Supply & Demand — Market Equilibrium

Shift supply and demand curves interactively. Explore consumer/producer surplus and the effects of price controls on market efficiency.

About Supply & Demand — Market Equilibrium

This simulation plots a downward-sloping demand line and an upward-sloping supply line on a price-quantity diagram and finds where they cross. Demand is modelled as P = d0 − dSlope·Q and supply as P = s0 + sSlope·Q. Solving the two for equality gives the equilibrium quantity Q* = (d0 − s0)/(dSlope + sSlope), with the equilibrium price read off either curve at Q*.

The sliders set the demand intercept (willingness to pay), the supply base price (minimum producer cost), and the slope of each curve. Two toggles overlay a price floor (set 25% above P*) or a price ceiling (25% below P*), shading the resulting surplus or shortage as dead-weight loss. The model underpins microeconomics, competition policy, minimum-wage and rent-control debates.

Frequently Asked Questions

What does this supply and demand simulation show?

It draws a demand curve and a supply curve and marks their intersection, the market equilibrium E*. At that point the quantity buyers want equals the quantity sellers offer, fixing a single equilibrium price P* and quantity Q*. Shaded triangles show consumer and producer surplus.

How is the equilibrium calculated?

Demand is P = d0 − dSlope·Q and supply is P = s0 + sSlope·Q. Setting them equal and solving gives Q* = (d0 − s0)/(dSlope + sSlope), and P* is found by substituting Q* back into the supply equation. The simulation recomputes this instantly whenever a slider moves.

What do the four sliders control?

The demand intercept (50–110) sets the highest price any buyer will pay, and the supply base price (0–50) sets the lowest cost any seller accepts. The demand slope (0.30–1.50) and supply slope (0.10–1.20) set how steeply each curve responds to quantity, controlling price sensitivity and the rate at which costs rise.

What are consumer and producer surplus?

Consumer surplus is the value buyers receive above the price they pay — the blue triangle between the demand curve and P*. Producer surplus is the gain to sellers above their cost — the green triangle between P* and the supply curve. Each is computed here as half the base (Q*) times its height.

How does a price floor work in the model?

Toggling the price floor draws a horizontal line 25% above P*, mimicking a minimum wage or guaranteed minimum price. Above equilibrium, the quantity supplied exceeds the quantity demanded, so a surplus forms. The simulation shades the resulting dead-weight loss where mutually beneficial trades no longer happen.

How does a price ceiling work in the model?

The price ceiling line sits 25% below P*, representing controls such as rent caps. Below equilibrium, demand outstrips supply, producing a shortage. The shaded region marks the dead-weight loss — value destroyed because sellers will not supply enough at the capped price.

Is this model physically and economically accurate?

It is a faithful textbook treatment of a single competitive market with linear curves, the standard partial-equilibrium model taught in introductory economics. It assumes perfect competition, no externalities and instant adjustment, so it simplifies real markets where curves are non-linear and prices adjust over time.

Why are the supply and demand curves drawn as straight lines?

Linear curves keep the algebra simple and let the equilibrium be solved exactly, which is why introductory courses use them. Real demand and supply are usually curved, but a straight line is a reasonable local approximation around the equilibrium and makes the geometry of surplus and dead-weight loss easy to see.

What causes dead-weight loss?

Dead-weight loss is the value of trades that would benefit both buyer and seller but do not occur because price is held away from equilibrium. A binding floor or ceiling prevents quantity from reaching Q*, so the combined consumer and producer surplus shrinks; the lost area is shaded red in the diagram.

How does this apply to real-world policy?

The same logic guides debates on minimum wages, rent control, agricultural price supports and ticket caps. Economists use supply and demand diagrams to predict whether a control will create surpluses, shortages or efficiency losses, and to estimate who bears the cost. Experimenting with the sliders shows those trade-offs directly.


EXERCISE GOAL:
Look through the data below. Show each line where the string "curve" occurs.

(Figure content listings)

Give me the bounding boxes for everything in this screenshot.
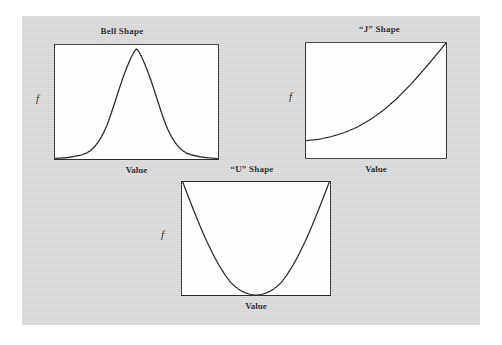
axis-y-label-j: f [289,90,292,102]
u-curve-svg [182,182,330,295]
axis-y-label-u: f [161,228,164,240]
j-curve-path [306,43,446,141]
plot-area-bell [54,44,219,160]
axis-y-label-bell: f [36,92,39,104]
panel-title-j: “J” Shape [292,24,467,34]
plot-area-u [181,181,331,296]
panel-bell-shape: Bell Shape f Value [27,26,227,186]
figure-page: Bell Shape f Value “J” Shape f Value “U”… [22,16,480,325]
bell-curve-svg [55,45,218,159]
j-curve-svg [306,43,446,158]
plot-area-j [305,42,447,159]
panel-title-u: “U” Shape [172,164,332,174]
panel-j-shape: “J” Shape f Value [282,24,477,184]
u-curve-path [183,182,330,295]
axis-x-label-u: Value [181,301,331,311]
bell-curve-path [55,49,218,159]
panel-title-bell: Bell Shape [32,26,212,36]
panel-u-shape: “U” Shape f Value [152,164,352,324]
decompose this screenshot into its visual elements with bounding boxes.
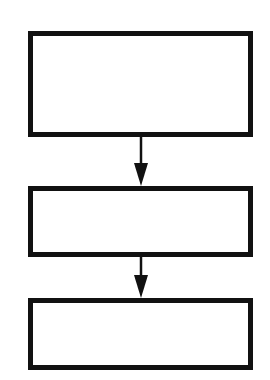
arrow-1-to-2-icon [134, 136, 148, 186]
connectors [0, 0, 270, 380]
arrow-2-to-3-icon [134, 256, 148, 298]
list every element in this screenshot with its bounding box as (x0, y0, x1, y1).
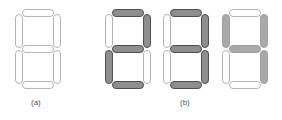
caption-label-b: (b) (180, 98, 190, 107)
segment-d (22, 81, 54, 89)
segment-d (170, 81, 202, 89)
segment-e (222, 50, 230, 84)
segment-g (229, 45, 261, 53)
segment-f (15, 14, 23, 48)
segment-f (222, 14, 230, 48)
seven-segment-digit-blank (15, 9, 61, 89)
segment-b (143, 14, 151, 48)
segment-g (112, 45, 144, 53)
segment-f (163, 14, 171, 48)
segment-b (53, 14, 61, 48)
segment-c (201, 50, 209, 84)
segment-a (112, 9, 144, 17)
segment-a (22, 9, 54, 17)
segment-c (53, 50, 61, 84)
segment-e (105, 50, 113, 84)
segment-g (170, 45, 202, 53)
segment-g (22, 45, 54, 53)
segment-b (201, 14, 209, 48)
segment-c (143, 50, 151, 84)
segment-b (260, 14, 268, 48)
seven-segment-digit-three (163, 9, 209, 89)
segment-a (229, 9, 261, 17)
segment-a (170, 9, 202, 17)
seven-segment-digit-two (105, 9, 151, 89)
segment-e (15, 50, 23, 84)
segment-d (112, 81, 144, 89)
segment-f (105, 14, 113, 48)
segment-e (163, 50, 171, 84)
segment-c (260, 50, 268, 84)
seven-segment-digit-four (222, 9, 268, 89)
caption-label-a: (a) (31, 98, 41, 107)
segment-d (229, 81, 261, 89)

RESULT OF THE TASK:
u-curve-svg [182,182,330,295]
j-curve-path [306,43,446,141]
bell-curve-svg [55,45,218,159]
j-curve-svg [306,43,446,158]
u-curve-path [183,182,330,295]
bell-curve-path [55,49,218,159]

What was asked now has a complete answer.